Chernoff then asked Williams whether he'd ever heard Jackson talk slowly with slurred speech, as he did on an audio recording played in court Tuesday.
"Not that extreme, but I have heard him talk slow before," Williams said.
"And when he left Dr. Klein's office, have you observed him sometimes to talk slow?" Chernoff asked.
Sometimes, Williams replied, "he would talk slow like that. I never heard it that extreme, but I can definitely say he has come out, and he's a little slower."
Chief security guard Muhammad, who often drove Jackson, testified that "There were times he would go almost every day" to Klein's office.

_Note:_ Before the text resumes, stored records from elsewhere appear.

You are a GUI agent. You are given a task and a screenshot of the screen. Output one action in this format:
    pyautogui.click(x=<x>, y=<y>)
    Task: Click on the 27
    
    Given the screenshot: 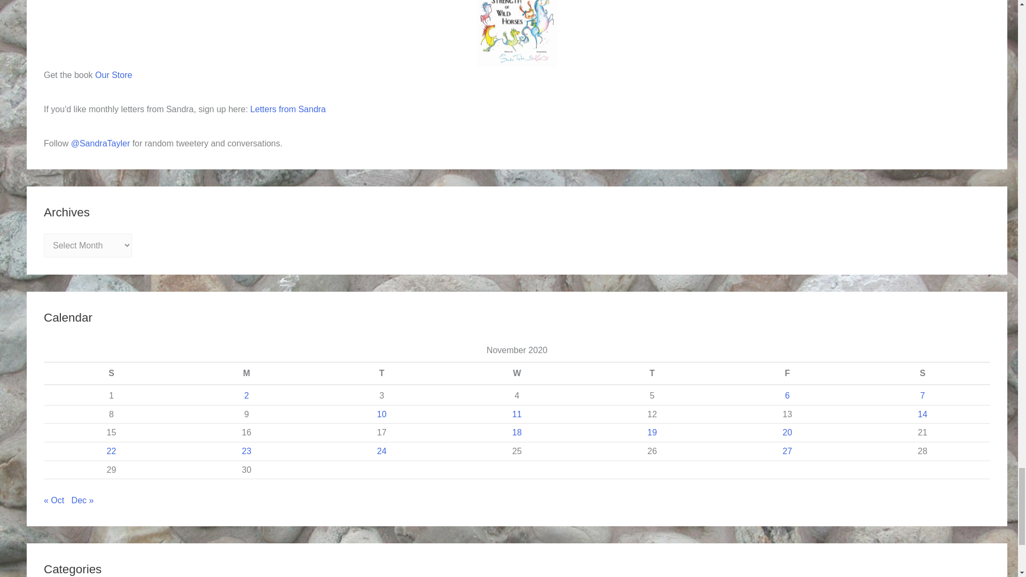 What is the action you would take?
    pyautogui.click(x=787, y=451)
    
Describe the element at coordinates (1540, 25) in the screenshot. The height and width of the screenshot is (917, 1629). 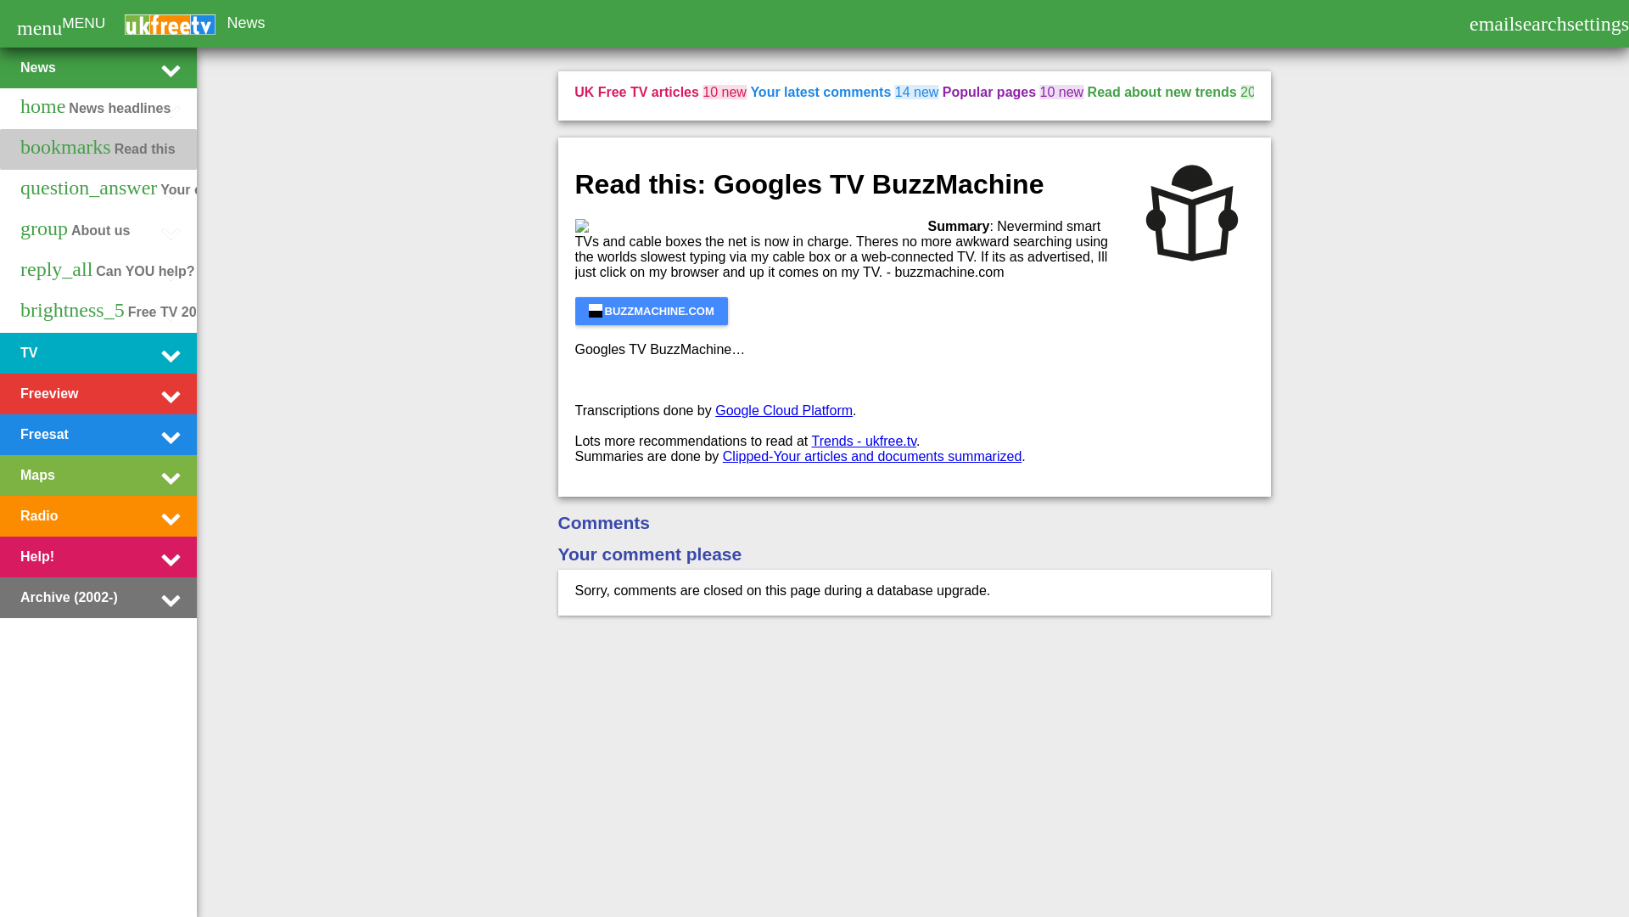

Jackson often appeared intoxicated when he left, Muhammad testified.
Jackson once told Muhammad that his frequent trips to the dermatologist were for treatment for a skin disease.
"My doctors tell me that I have to go, so I go," Muhammad said Jackson told him.
At the start of court proceedings Wednesday, Paul Gongaware, an executive with the company promoting Jackson's comeback concerts, said he noticed that Jackson had "a little bit of a slower speech pattern, just a slight slur in the speech" after a visit with Klein.
Medical records show that Klein gave Jackson numerous shots of Demerol in the weeks before his death, Chernoff told jurors Tuesday.
"Dr. Klein did not do anything that was medically inappropriate," Klein's lawyer, Garo Ghazarian, told HLN's "Issues with Jane Velez-Mitchell" Wednesday.
The last time Klein gave Jackson drugs was more than three days before his death, Ghazarian said.
Jackson's inability to sleep the morning he died was "one of the insidious effects" of Demerol addiction withdrawal, Chernoff said. Since Murray did not know about the Demerol, he could not understand why Jackson was unable to fall asleep that morning, Chernoff said.
Los Angeles County Superior Court Judge Michael Pastor previously ruled that while the jury can see some of the records of Klein's treatment of Jackson, the doctor would not testify. Demerol was not found in Jackson's body during the autopsy, which makes Klein's testimony irrelevant, Pastor ruled.
The trial began Tuesday with prosecutors playing a stunning audio recording of an apparently drugged Jackson slurring his words weeks before his death. Prosecutors also showed jurors a photo of Jackson's corpse on a hospital gurney.
If convicted of involuntary manslaughter, Murray could spend four years in a California prison and lose his medical license.